7 Psychological Statistics
Yay Math!

8 Wait there is math in psychology?
And you thought Psychology was a science.

9 Measures of central tendancy
Mean- The average Median- the number ranked in the middle of distribution Mode- the number that occurs the most in a set Why is average not always the best go-to stat when understanding your data?

10 Variables Independent- The variable being manipulated by the researcher. Dependent- the variable that is the outcome of the independent variable. Or the lack thereof. Cofound- the variable the makes a study invalid.

11 Confound Example Madison Central is experimenting to see how well an hour of class outside effects student motivation. Thus next year MCHS will offer an English 12 class outside during 1st, 4th, and 6th periods. What is the ID, DV, and Confound V?

12 Correlation Correlations can be: Strong, weak, positive, negative, or none

13 How to understand Correlations
If the stairs are building up from point (0,0) , it is positive. If the points are moving down from point (0,0) then its negative The closer the points are, the stronger the correlation is

14 Correlation relationships
A perfect positive relationship would be a +1.0 A perfect negative relationship would be a -1.0 A score of zero would show no relationship. The closer a relation is to 1 or -1 the stronger the relation is. Which would show a higher relation -.75 or .57?

15 Correlation practice Practice in your notes, write a + if you think there is a positive correlation (meaning both variables move up) a – if both variables move down or a zero if there is no correlation.

16 Correlation does not mean causation

17 Standard deviation How to find Standard Deviation?
We are going to cheat and use excel. So when we do our research projects. You find standard deviation by entering =STDEV(start of data set: end of data set).

18 So 1 standard deviation is around 68% of the total population
So 1 standard deviation is around 68% of the total population. 2 Standard Deviations are about 95% of the scores, the third standard deviation covers the outlier 5%. Making this easy, if this normal curve represented grades, it would ideally show that 68% of the grades fell within (whatever the standard deviation was )of a 75 % mid C.

19 Math practice problem We surveyed a neighborhood of families to see how often they visited fast-food restaurants within a 6 month window and here were our results. 30, 50, 30, 40, 34, 89, 54, 89, 45, 23, 56, 43, 23, 45 Calculate the mean And then the Standard deviation! (evil laugh, jk I’ll do that one for you)

20 Mean- 46.5 SD Meaning that 68% of the families in the neighborhood we surveyed visited a fast food restaurant in between 35.9 times and 57.1 times (roughly)

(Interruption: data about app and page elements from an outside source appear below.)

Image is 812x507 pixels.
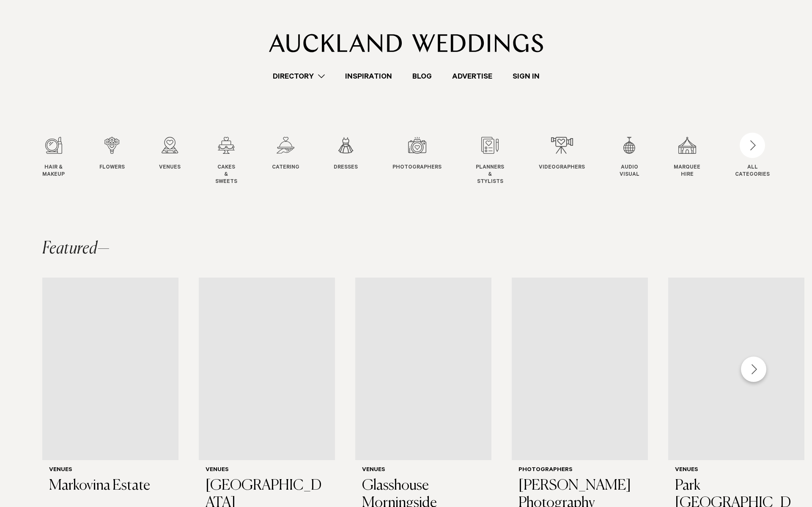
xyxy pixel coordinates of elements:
[674,137,717,185] swiper-slide: 11 / 12
[334,137,374,185] swiper-slide: 6 / 12
[362,467,484,474] h6: Venues
[272,137,316,185] swiper-slide: 5 / 12
[475,137,521,185] swiper-slide: 8 / 12
[475,137,504,185] a: Planners & Stylists
[675,467,797,474] h6: Venues
[272,137,299,172] a: Catering
[402,71,442,82] a: Blog
[393,137,441,172] a: Photographers
[42,241,110,258] h2: Featured
[159,137,181,172] a: Venues
[49,477,172,495] h3: Markovina Estate
[619,137,639,179] a: Audio Visual
[42,278,179,502] a: Ceremony styling at Markovina Estate Venues Markovina Estate
[735,165,770,179] div: ALL CATEGORIES
[539,137,585,172] a: Videographers
[442,71,502,82] a: Advertise
[99,165,125,172] span: Flowers
[519,467,641,474] h6: Photographers
[335,71,402,82] a: Inspiration
[206,467,328,474] h6: Venues
[539,165,585,172] span: Videographers
[334,137,357,172] a: Dresses
[619,165,639,179] span: Audio Visual
[539,137,602,185] swiper-slide: 9 / 12
[674,165,700,179] span: Marquee Hire
[49,467,172,474] h6: Venues
[269,34,544,53] img: Auckland Weddings Logo
[215,137,254,185] swiper-slide: 4 / 12
[262,71,335,82] a: Directory
[272,165,299,172] span: Catering
[42,137,82,185] swiper-slide: 1 / 12
[502,71,550,82] a: Sign In
[99,137,125,172] a: Flowers
[334,165,357,172] span: Dresses
[159,137,198,185] swiper-slide: 3 / 12
[99,137,142,185] swiper-slide: 2 / 12
[215,165,237,185] span: Cakes & Sweets
[619,137,656,185] swiper-slide: 10 / 12
[215,137,237,185] a: Cakes & Sweets
[159,165,181,172] span: Venues
[42,165,65,179] span: Hair & Makeup
[42,137,65,179] a: Hair & Makeup
[393,137,459,185] swiper-slide: 7 / 12
[674,137,700,179] a: Marquee Hire
[735,137,770,177] button: ALLCATEGORIES
[475,165,504,185] span: Planners & Stylists
[393,165,441,172] span: Photographers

21 What does this tell us Sometimes the measures of central tendency don’t give us the information needed to understand if data is reliable, ideally you would like to have you standard deviation smaller so that all of your range is a lot closer. During a test if the class average is a 75 I would rather have a SD of 5 than 15. If 68% of the class scored between a then it would show that test was a lot more reliable. If 68% of the class scored between a 90 and 60 then the it would show that the test wasn’t quite as reliable, or that the class has a wide range of good and bad test takers.